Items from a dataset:
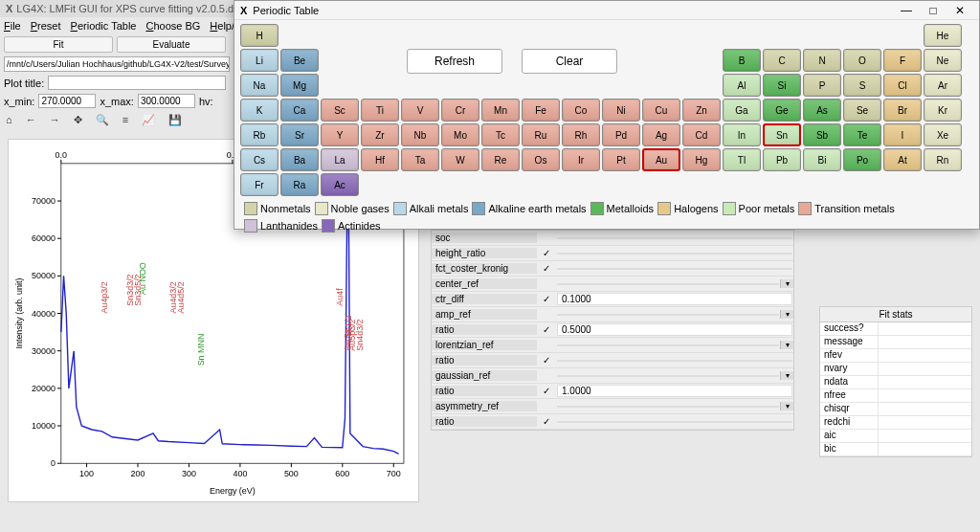 The image size is (980, 532). Describe the element at coordinates (902, 85) in the screenshot. I see `element-cl: Cl` at that location.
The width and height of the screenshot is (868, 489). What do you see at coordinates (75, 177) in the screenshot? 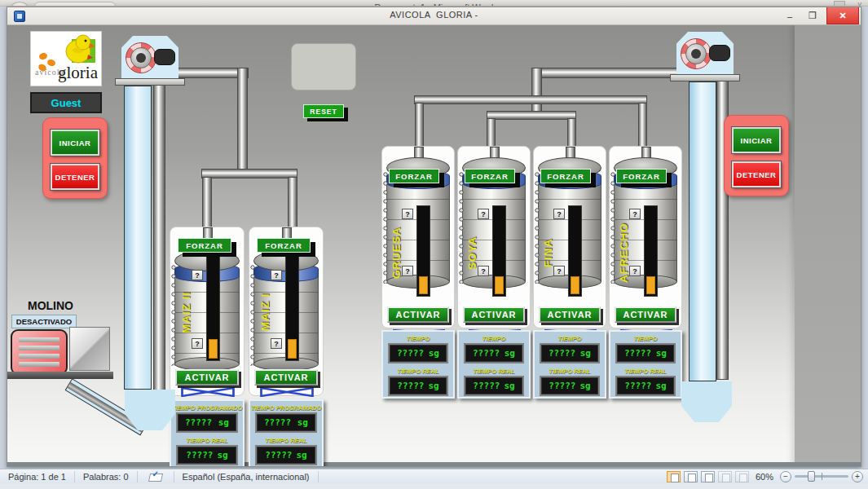
I see `left-stop-button: DETENER` at bounding box center [75, 177].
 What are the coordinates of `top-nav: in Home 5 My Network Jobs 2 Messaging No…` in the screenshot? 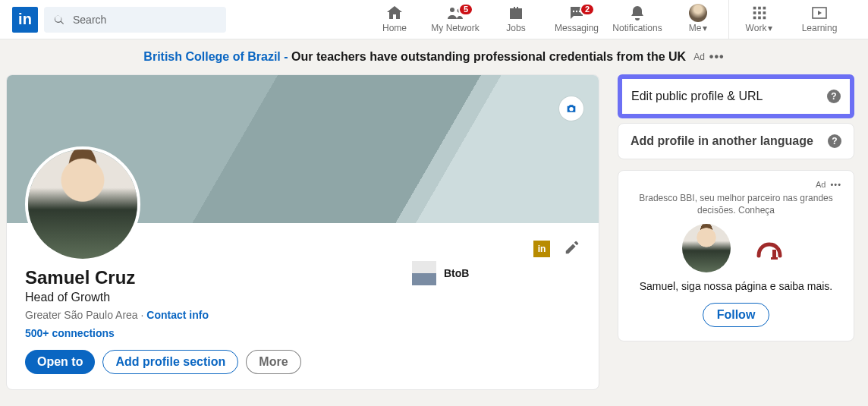 It's located at (434, 20).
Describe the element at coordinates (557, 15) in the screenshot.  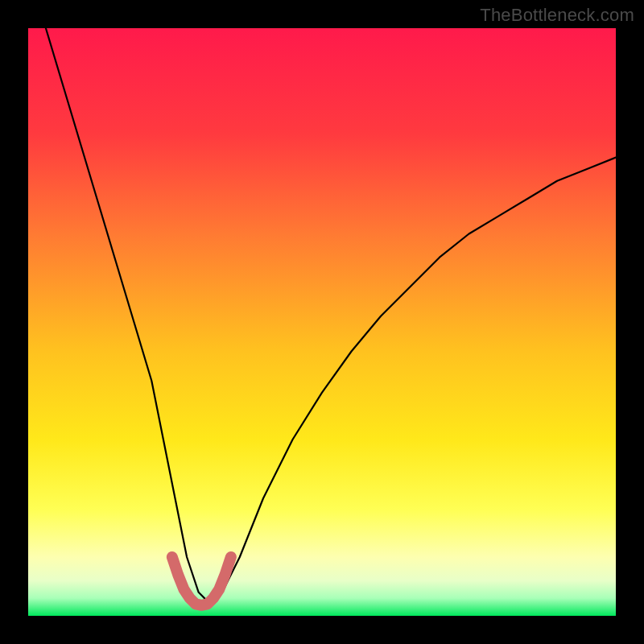
I see `watermark-text: TheBottleneck.com` at that location.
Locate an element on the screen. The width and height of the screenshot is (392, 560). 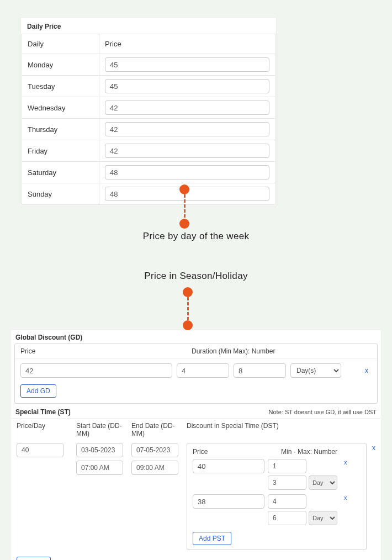
caption-season: Price in Season/Holiday is located at coordinates (196, 276).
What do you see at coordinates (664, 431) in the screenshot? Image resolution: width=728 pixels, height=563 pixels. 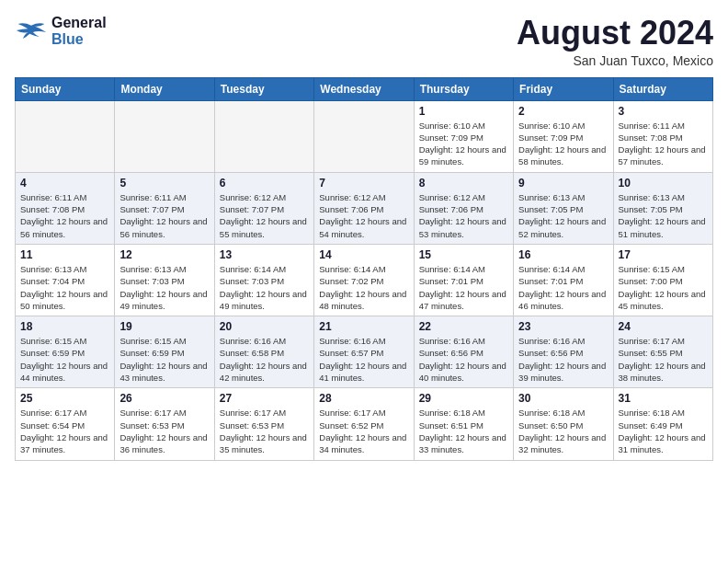 I see `day-info: Sunrise: 6:18 AMSunset: 6:49 PMDaylight:…` at bounding box center [664, 431].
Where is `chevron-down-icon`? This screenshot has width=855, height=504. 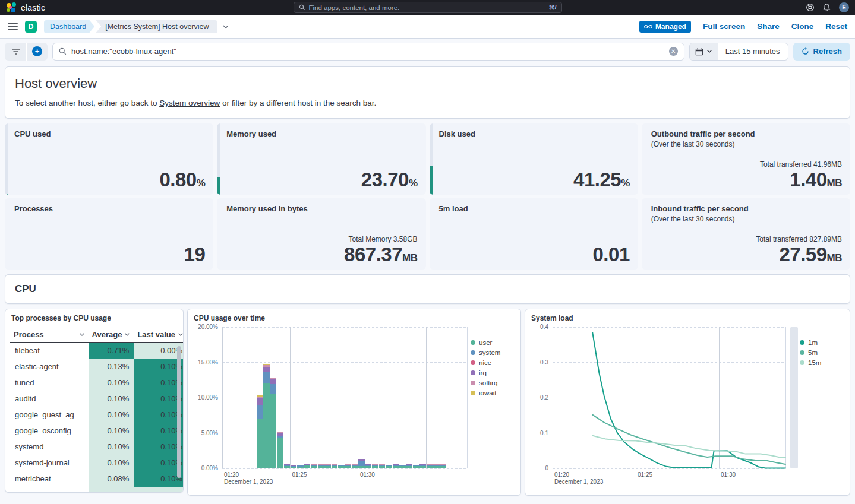 chevron-down-icon is located at coordinates (226, 27).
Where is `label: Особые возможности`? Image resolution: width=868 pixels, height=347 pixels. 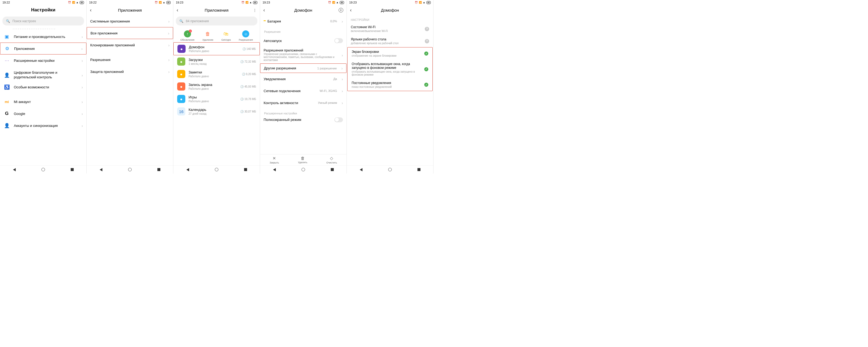 label: Особые возможности is located at coordinates (46, 87).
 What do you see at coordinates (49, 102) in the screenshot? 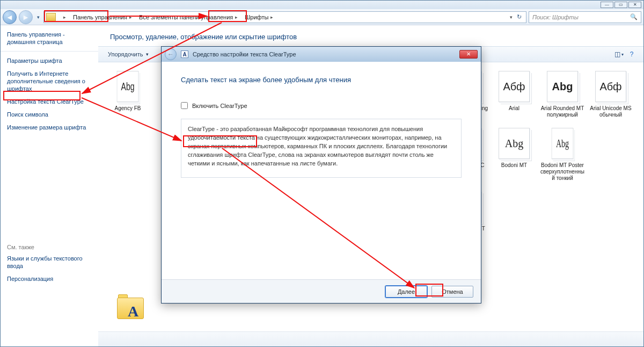
I see `nav-cleartype: Настройка текста ClearType` at bounding box center [49, 102].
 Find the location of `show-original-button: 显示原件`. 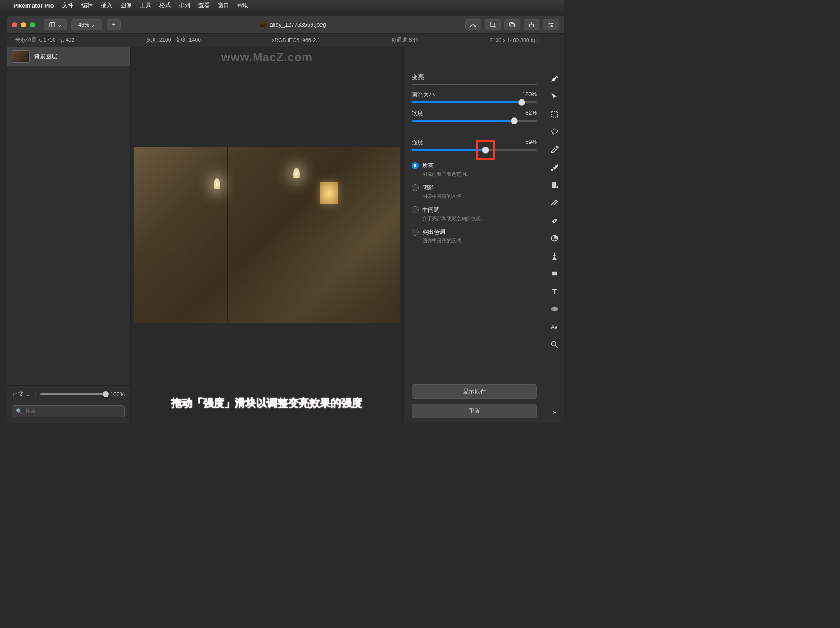

show-original-button: 显示原件 is located at coordinates (474, 392).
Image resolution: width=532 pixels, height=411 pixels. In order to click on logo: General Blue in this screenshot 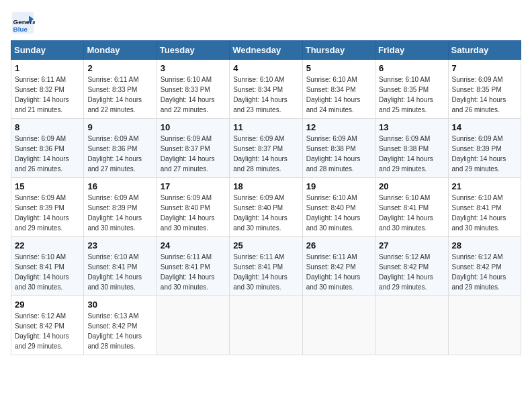, I will do `click(23, 23)`.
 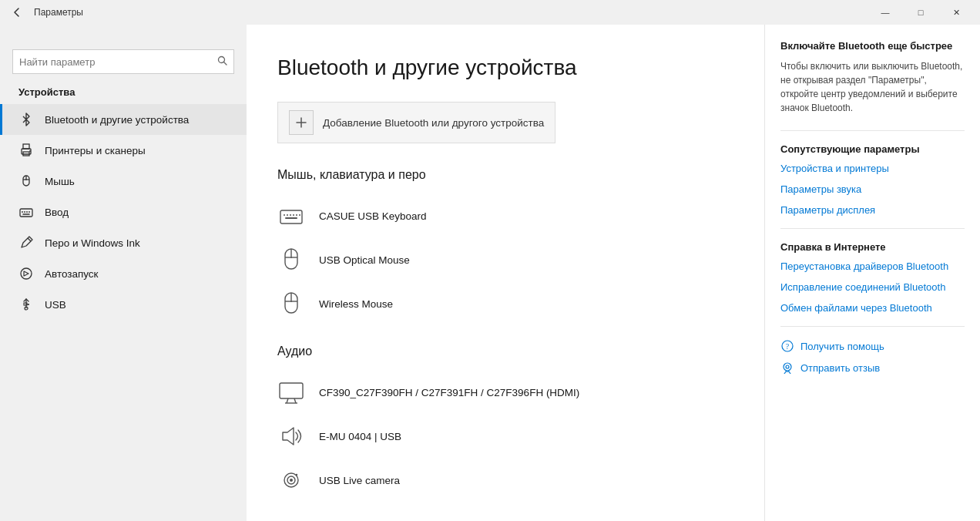 I want to click on section-title-audio: Аудио, so click(x=505, y=351).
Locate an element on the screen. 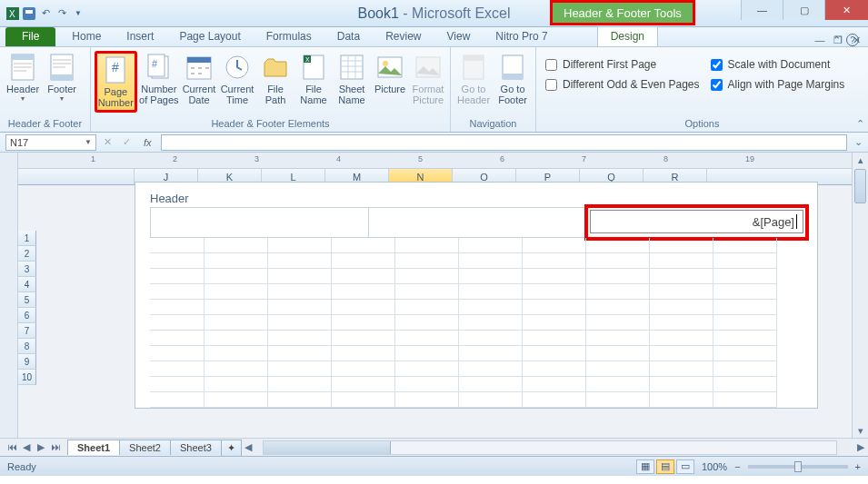  tab-review: Review is located at coordinates (404, 36).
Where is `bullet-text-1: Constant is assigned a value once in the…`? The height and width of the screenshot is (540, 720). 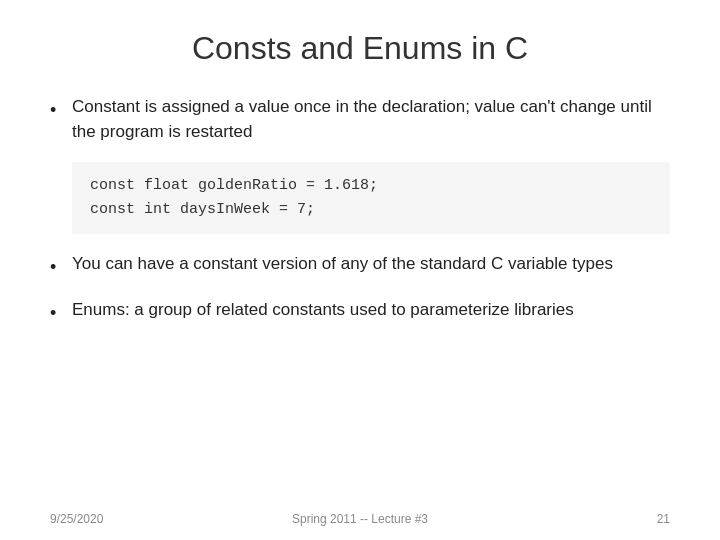
bullet-text-1: Constant is assigned a value once in the… is located at coordinates (371, 120).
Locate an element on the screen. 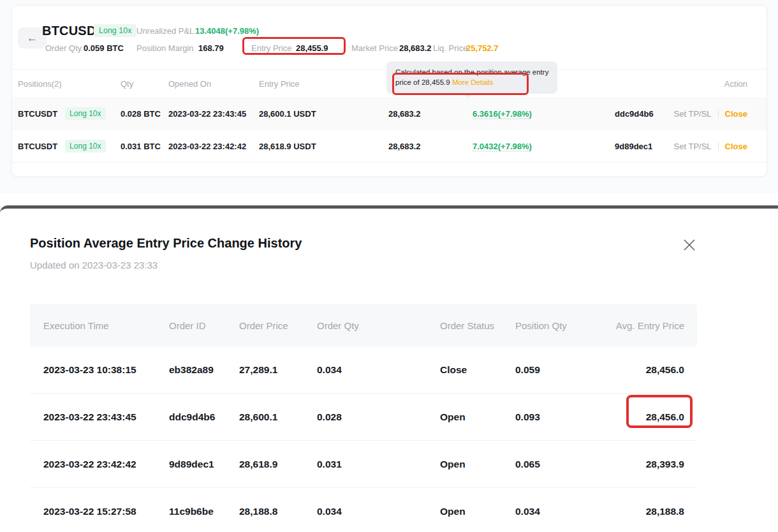 The image size is (778, 532). unrealized-pnl-value: 13.4048(+7.98%) is located at coordinates (227, 31).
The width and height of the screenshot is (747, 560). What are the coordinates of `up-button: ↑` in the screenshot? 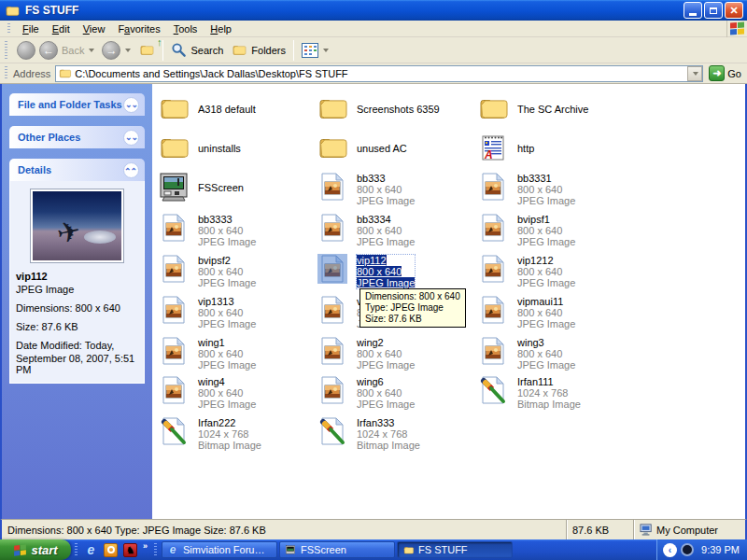 It's located at (147, 50).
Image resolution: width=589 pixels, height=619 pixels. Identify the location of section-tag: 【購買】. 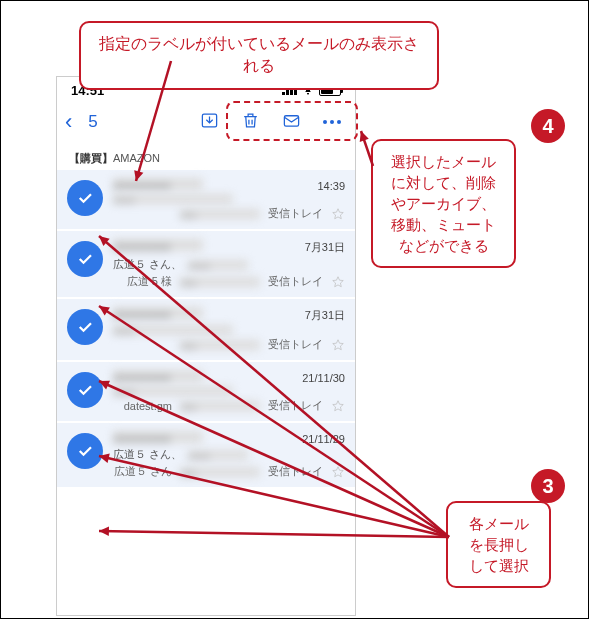
(91, 158).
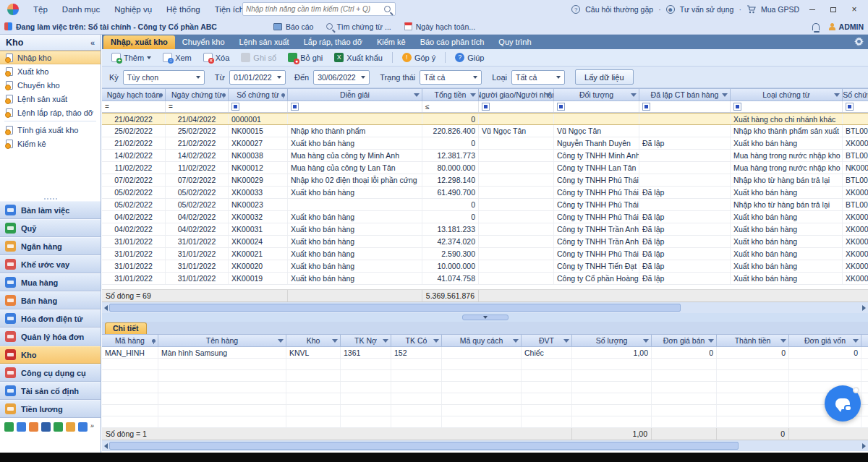 The height and width of the screenshot is (462, 868). I want to click on sidebar-item-nhap-kho: Nhập kho, so click(51, 58).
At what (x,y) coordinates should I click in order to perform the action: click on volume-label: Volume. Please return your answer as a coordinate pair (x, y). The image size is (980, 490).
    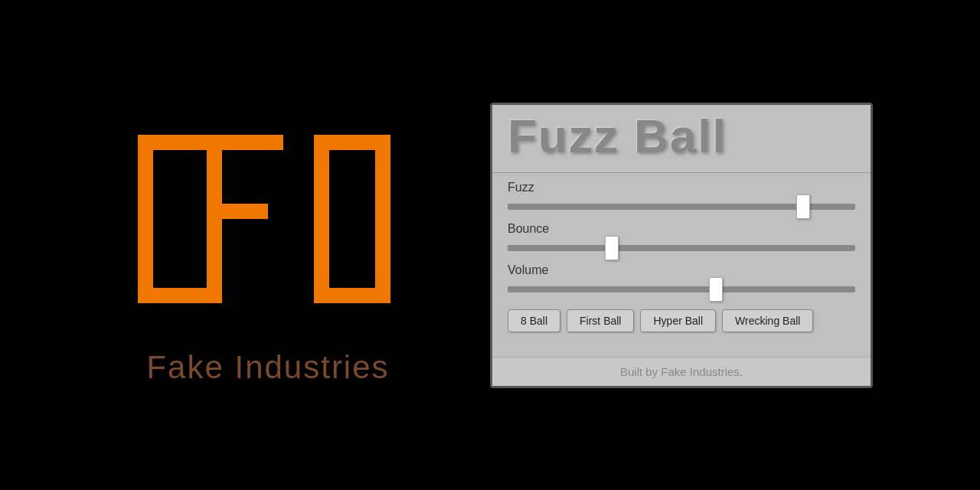
    Looking at the image, I should click on (681, 270).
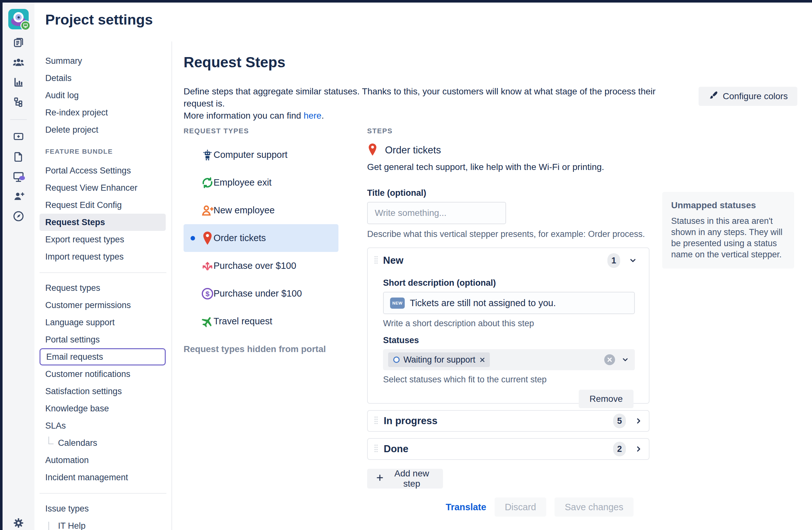  What do you see at coordinates (103, 460) in the screenshot?
I see `sidebar-item-automation: Automation` at bounding box center [103, 460].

### Directions
The range to set down runs from the line containing "Image resolution: width=589" through the final line of the data, both ends included; give it exactly and drop the pictures.

### Task output
Image resolution: width=589 pixels, height=619 pixels. Identify the location of section-tag: 【購買】. 
(91, 158).
 The height and width of the screenshot is (462, 868). I want to click on sidebar-item-nhap-kho: Nhập kho, so click(51, 58).
At what (x,y) coordinates should I click in order to perform the action: click on volume-label: Volume. Please return your answer as a coordinate pair (x, y). The image size is (980, 490).
    Looking at the image, I should click on (681, 270).
  What do you see at coordinates (103, 460) in the screenshot?
I see `sidebar-item-automation: Automation` at bounding box center [103, 460].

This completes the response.